Almshouses built 1860-1 by the architects Fulljames and Waller, commissioned by the Gloucester Municipal Charity Trustees. The building was created to house the United Hospitals, formed in 1861 following the amalgamation of three medieval hospitals: St Margaret, St Mary Magdalen, and St Kyneburgh. The site itself is historically significant, having previously been occupied by the Leprosy Hospital of St Margaret and St Sepulchre, founded before 1163.

The structure is executed in Picturesque Domestic Gothic style using red brick with decorative bands and relieving arches in white and blue bricks. Stone frames dress the doorways and windows, while plain tile roofs are topped with stone coped gables and gablets featuring stone kneelers and finials. The roofs are punctuated by tall brick ridge stacks and projecting stacks with single or double flues in various patterns.

The building comprises long, irregular ranges arranged on three sides of a large rectangular courtyard. The south side formerly had a range that has since been demolished. The dominant feature occupies approximately the centre of the north side: a large, square tower of three storeys crowned by a steeply pitched pyramidal roof with a lucarne on each face. A stair turret projects from the tower's southern side, and a cross-gabled range extends to its west.

The entrance front facing London Road features a continuous offset plinth with chamfered stone coping. On the tower front and the cross-gabled range, a decorative brick band at first-floor level frames diaper panels below the windows. A decorative brick frieze runs below the tower roof eaves. The tower displays a central canted bay window on two storeys with a lean-to roof; each floor contains timber-framed casements of three front lights and single sidelights with trefoiled heads. The third floor on each face has a central double casement. The gable-end wall of the adjoining cross-gabled range features stone-framed pointed-arched windows with circular lights in the head, set beneath relieving arches of alternating blue and white brick voussoirs.

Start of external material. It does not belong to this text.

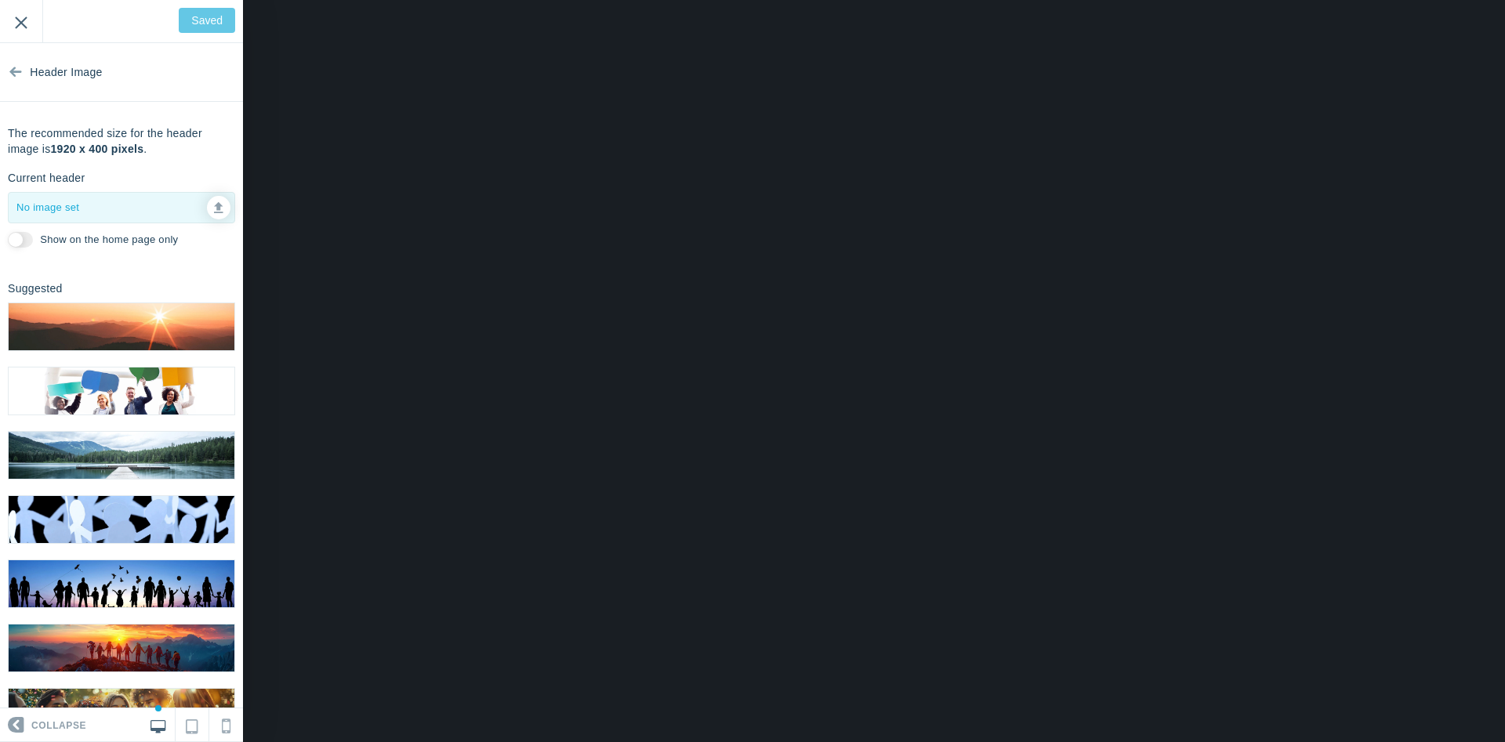 This screenshot has height=742, width=1505. What do you see at coordinates (35, 288) in the screenshot?
I see `h6: Suggested` at bounding box center [35, 288].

West of the tower stands a single-storey range with two two-light windows of similar detail to those elsewhere, their heads within coped gablets. Further left is a two-storey tower with a pyramidal roof and lucarne on each face. Its ground floor contains a stone-framed doorway with moulded arch set in a gablet with finial; the first floor has a single light window. Next is a two-storey cross-gabled wall at the north end of the east range, with projecting stacks and two-light windows on each floor.

To the right of the central tower is a single-storey range with a central stone-framed doorway in a projection with the arch raised within a cross gablet. Two-light windows with trefoil heads and brick relieving arches in contrasting bricks set in cross gablets flank each end.

The north gable-end of the west range has a ground-floor three-light stone-framed window with Caernarvon arches in the head of each light, and a second-floor three-light window with trefoil arches and brick relieving arch as described.

The long west range of two storeys is flanked by short cross-gabled wings and features three tall, irregularly spaced chimney-stacks. The ground floor contains numerous two or three-light stone-framed windows; the first floor has similar windows, the taller two-light windows adjoining stacks with brick relieving arches set within cross gablets. The east range, also of two storeys, echoes these features and details.

Within the courtyard, single-storey verandas run along each side. The first floors of the east and west ranges have regularly spaced two-light windows with trefoil-arched lights raised in cross gablets, alternating with shorter two-light windows with flat heads.

The interior has not been inspected.